Dare to Dream Infinitely is a place where creative, and imaginative people come to seek
inspiration and to inspire others. This is also a place to grow your awareness and challenge yourself to think beyond simplicity. We are all nerds
here, so don’t be afraid to let it show!!
Set up:
For a few months at a time I will focus on one of the books in the Harry Potter series and it will serve as inspiration for many things I will be
posting about. I will also post things such as fashion look books, vlogs, tips,
recipes, crafts, and more! I will also talk about other books I enjoy and from time to time I may stray from the specific book I'm currently focusing on. Basically this is a Harry Potter/ Lifestyle blog where the main focus is creativity and getting inspired.
How to get
involved:
I will have a comment
section underneath each of the prompts where you are free (and encouraged) to
write your own responses to the prompts. I would like you all to remember,
however, that this is a place of creativity. It is not a forum in which to
criticize others or to be rude. The way to progress in writing is to continue
to write and read and be inspired by someone else's writing.

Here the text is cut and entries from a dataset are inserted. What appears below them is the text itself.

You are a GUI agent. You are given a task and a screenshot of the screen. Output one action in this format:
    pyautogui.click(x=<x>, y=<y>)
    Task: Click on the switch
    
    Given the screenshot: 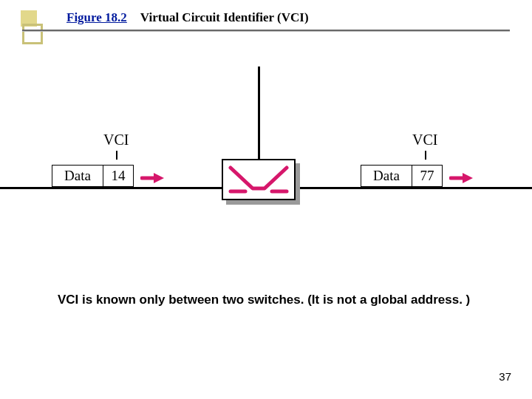 What is the action you would take?
    pyautogui.click(x=259, y=180)
    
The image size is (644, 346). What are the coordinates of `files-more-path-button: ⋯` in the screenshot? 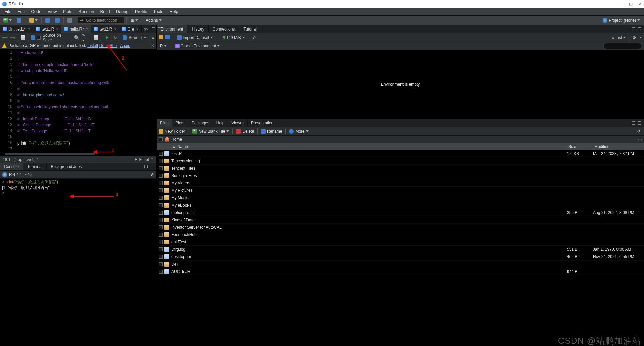 It's located at (640, 139).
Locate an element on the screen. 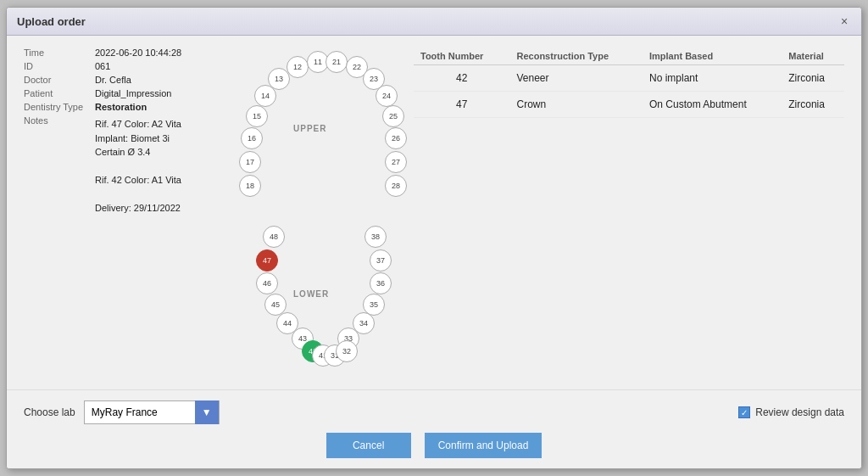 This screenshot has width=868, height=476. table-header-row: Tooth Number Reconstruction Type Implant… is located at coordinates (629, 56).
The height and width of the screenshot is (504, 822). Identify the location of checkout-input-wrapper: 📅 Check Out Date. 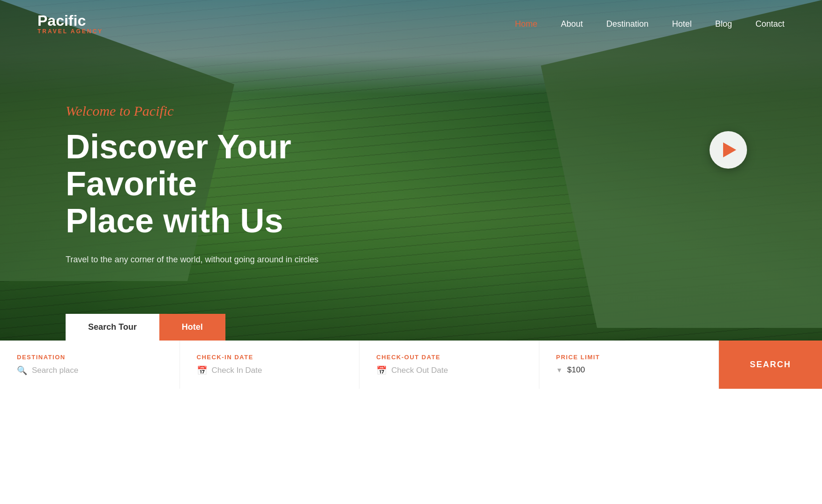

Why I began the blog and a little about me:
College- the place where classes, homework, and late
night cram sessions stamp out that once bright flame that was your creativity
This became the sad, but
true, definition of college for me. I was so overwhelmed with the task of
finding a balance between sleep, school, food, and friends, that my love of
reading and writing got pushed to the side. I told myself that I simply “had
more important things to worry about than that fun stuff.” After a very short
while I realized that, in order to maintain my sanity, I needed to make time for (what I so
narrow-mindedly deemed) “fun stuff”. The first step I took in actually making
that change was to find the benefits that reading and writing creatively would
bring to me and to my education.
I have always believed
that young adult novels, works of fantasy, and all other creative works had a
real and under recognized value to both the everyday reader and the scholarly
reader. The first reason is that the term literature, as scholars define it, can
be applied to nearly any work. Their definition claims that a piece of
literature is one that requires the reader the think at a higher level than the
average reader. It is a give and take between what is written and who is
reading it. By this definition, if you read the text and look for more than
just the story, that text has become literature to you whether or not the
general public and scholars have titled it as such. The second reason
that creative works are so important is that they work as a kind of every-man’s
textbook. They teach about the issues in the world, diversity, the value of
independent thought. They address compassion and empathy, love and hate, the
power one has to both create and destroy. They can also teach us about major,
hot topic, ideas such as free love and equality and the struggles and freedoms
that come with them. Lastly, books, no matter their literary status, change us
and help us grow as people. You may read a book and find that you agreed with
and understood the ideas presented in it. You may not have been taught
something new, but you were given a sturdier structure on which your ideas and
values can stand. This idea also works when you haven’t heard of or even agree
with anything the book talks about. A book like this gives you a chance to ask
yourself why it is you don’t agree and what about that person’s/society’s views
differ so greatly from your own.
The reason I found to get
back to writing is something I heard while roaming YouTube recently. The reason
is simple and so profound that it required only one sentence to make me
understand. A life in which you don’t create is not a life worth living. And
that is so true! A life that is well lived is one, that once over, has
something to show for it. At the end of my life, those who loved me should not
be able to look back at my educational life and say, “She was so brilliant! She
wrote all those essays that hundreds of other students wrote! She had no ideas
or thoughts of her own. Wow, what a wonderfully average life she lived!” I want
them to say something like “She was always creating, that girl was. She had an
imagination and a curiosity that never died, no matter how old she got. She had
eyes that saw a world in a way that other’s eyes would not.” This second person
is the person I want to be remembered as at the end of my life, not the first.